A friend texted me the words “red-neck apocalypse” when Trump was declared President-elect. It made me smile and wince, but such flippancy is ultimately unhelpful.

In 2016, the world is a complicated and rapidly changing place. Many people feel left behind. The Trump tonic offered simple answers and spoke directly to people who felt their concerns had been ignored.

It’s easier to say: immigrants take your jobs, remember the good old days and things will be great again, than to engage with the problems of a globalised economy.

At the core of Trump’s success — and at the heart of Brexit — is the fact that for years now, the political establishments of many of our most progressive societies have ignored the realities of how decreasing living standards, stagnant wages and growing inequalities make people feel.

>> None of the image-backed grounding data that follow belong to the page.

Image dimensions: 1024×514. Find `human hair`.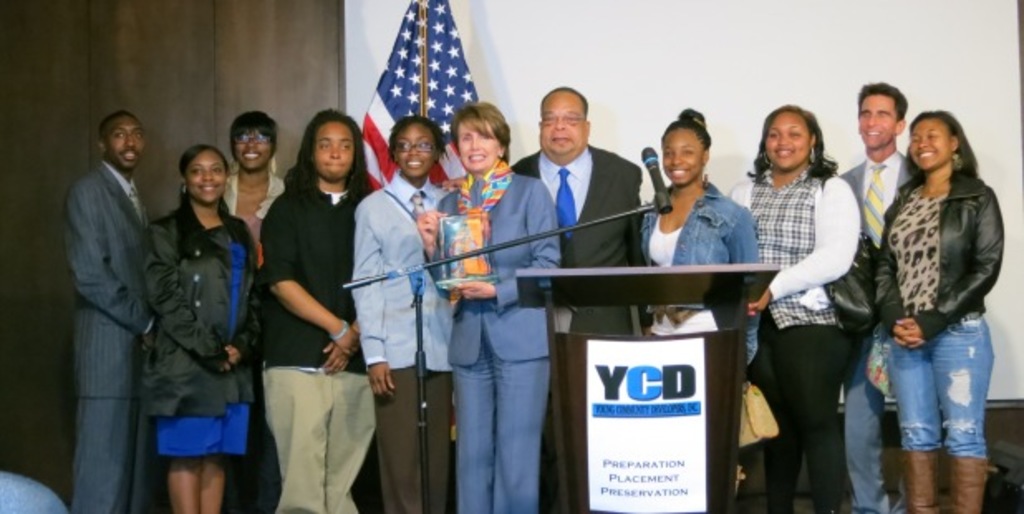
[x1=537, y1=83, x2=588, y2=124].
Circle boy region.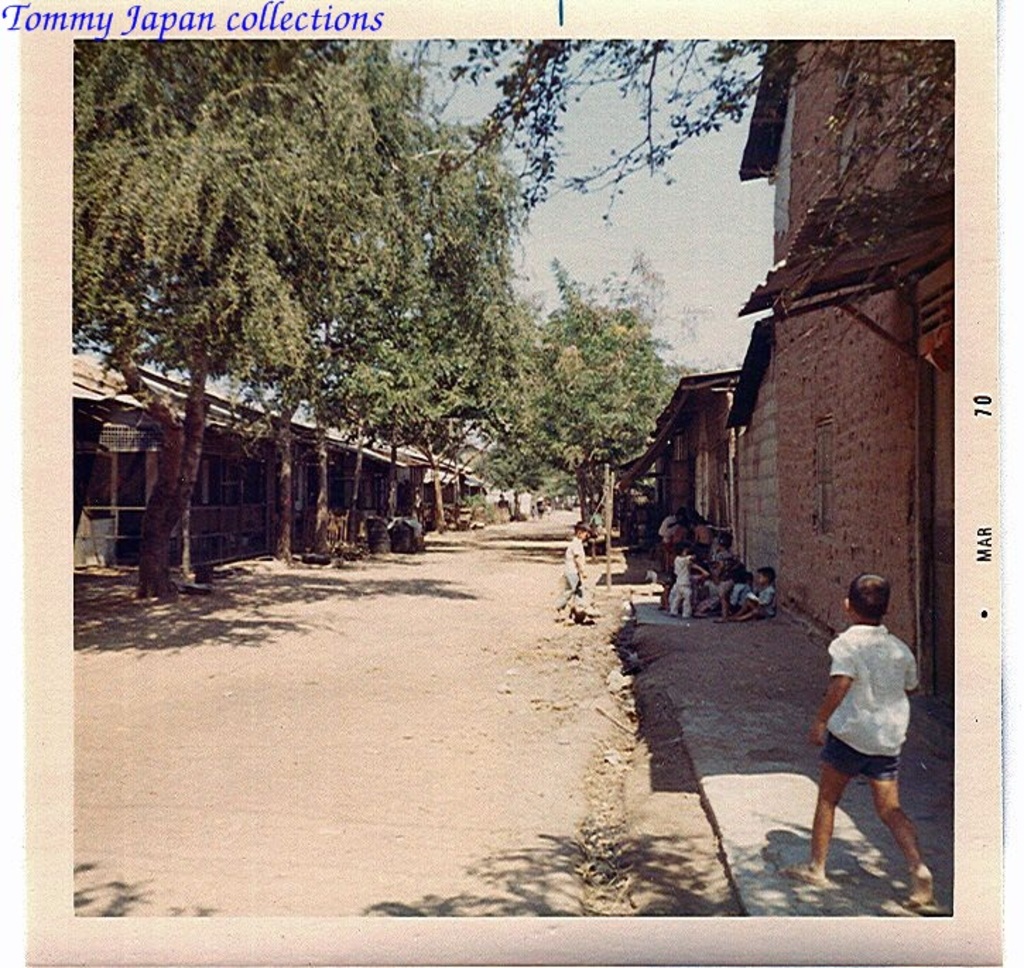
Region: x1=552, y1=520, x2=595, y2=623.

THE MAJORITY of Trump’s support came from white men. He did especially well among those without college degrees.

In America, more women than men now graduate from college. Many vocations traditionally linked to women, such as nursing, teaching and social work, have an increasing demand, whereas in the past 25 years, vocations traditionally associated with men have seen downward turns. Demand for manufacturing, for instance, has fallen by 30 per cent.

Is it any wonder that Trump’s rallying call “Make America Great Again” hit the spot with men who crave the days an unskilled manufacturing job could support a family?

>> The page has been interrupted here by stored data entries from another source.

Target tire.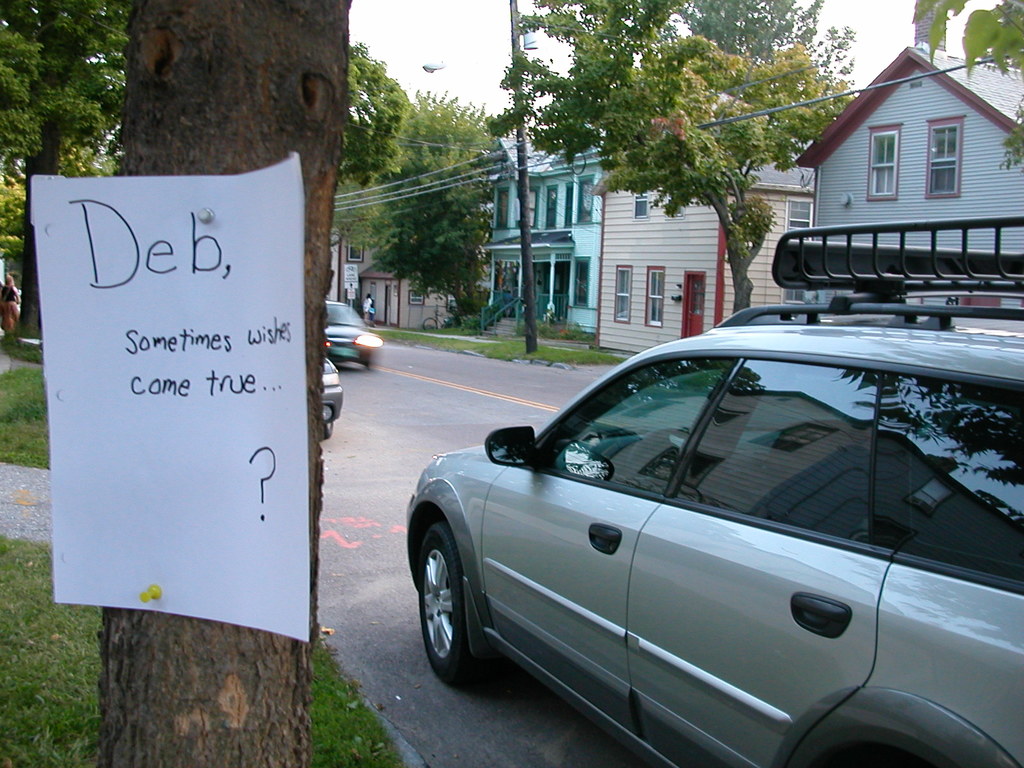
Target region: x1=413 y1=509 x2=511 y2=698.
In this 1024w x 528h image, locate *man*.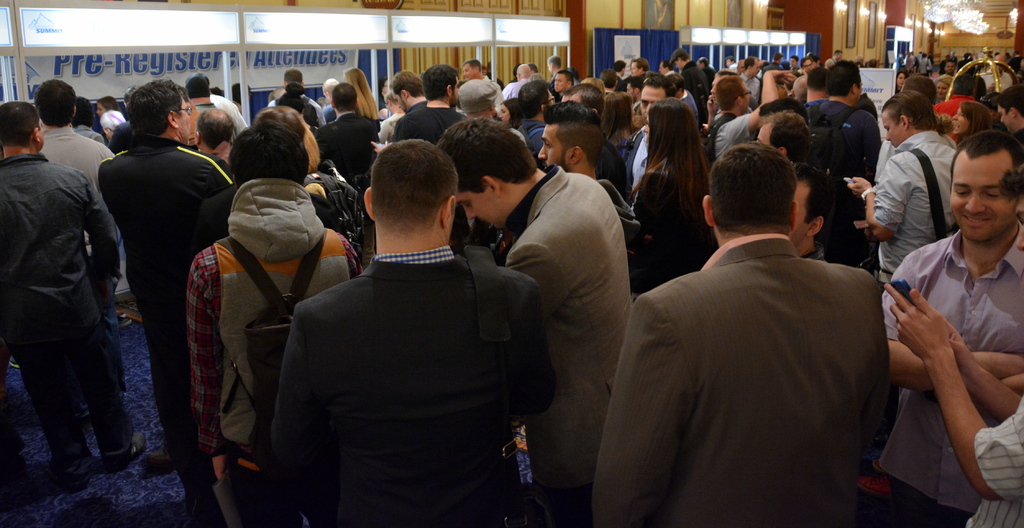
Bounding box: {"x1": 99, "y1": 78, "x2": 231, "y2": 521}.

In Britain, too, successive governments have placed boundaries in the way of social mobility and told us we must work harder. You want to go to university? Pay for it. You want to save money for a house? You’ll have to wait. You want to retire at 60? Keep working. Life feels like it’s getting harder? Blame immigrants, European regulation, Muslims. In fact, anyone but the government.

Wherever there is social deprivation, the likes of Trump and Nigel Farage are on hand to serve up someone or something to blame, like a dystopian cussing match that serves only to soothe with simplistic promises and people to point at. Remember the £350m Brexit was going to free up for the NHS? In 2016, too many of us have lapped up these lies as a perceived rebellion against the system.

Professor Paul Whitely collates data on political party membership in Britain and norms in political opinion. He suggests that, globally, we are seeing an appetite for more radical political solutions. If the European referendum result and Trump’s victory haven’t convinced you, just look at the rise of Marine Le Pen’s Front National in France. “Voters are not asking themselves: ‘where is this candidate on the left-right dimension?’ he explains. “They are asking: ‘is this politician saying something which is going to help deal with my problems?’”

Trump, Brexit the rise of the left in Greece and Jeremy Corbyn’s election and re-election as Labour leader are important examples. We crave new solutions because the old ones aren’t working. Yet there remains a middle England so stuck in its ways, it refuses to acknowledge this shifting dynamic. For a year now I’ve listened to people explain that they can’t back Corbyn even though they think he’s principled and honest and like his values because “he’s not the type to win an election.”

The same mindset may have championed Hillary Clinton over Bernie Sanders in the Democratic primaries because she was seen as more electable. We know now how that worked out.

There will be pain in this new politics. For decades, many of us have had to choose between one beige politician and another, separated only by semantics and micro-degrees of policy. There is the emergence of genuine possibility now. Less polished, more radical. It’s wonderful. It’s also terrifying.

Many of us believed that, for the most part, our battles had been won. This year has shown us this isn’t true. If you’re angry about rising xenophobia in Britain, white supremacists in the White House, constantly being told to work harder for less, know this: these things are linked by a system that is not working for enough people and things will change if enough people want them to.

It’s about critical mass. The direction of change will be decided by those brave enough to push for the society they want to live in. The one thing above all else that 2016 has revealed is that almost anything is possible.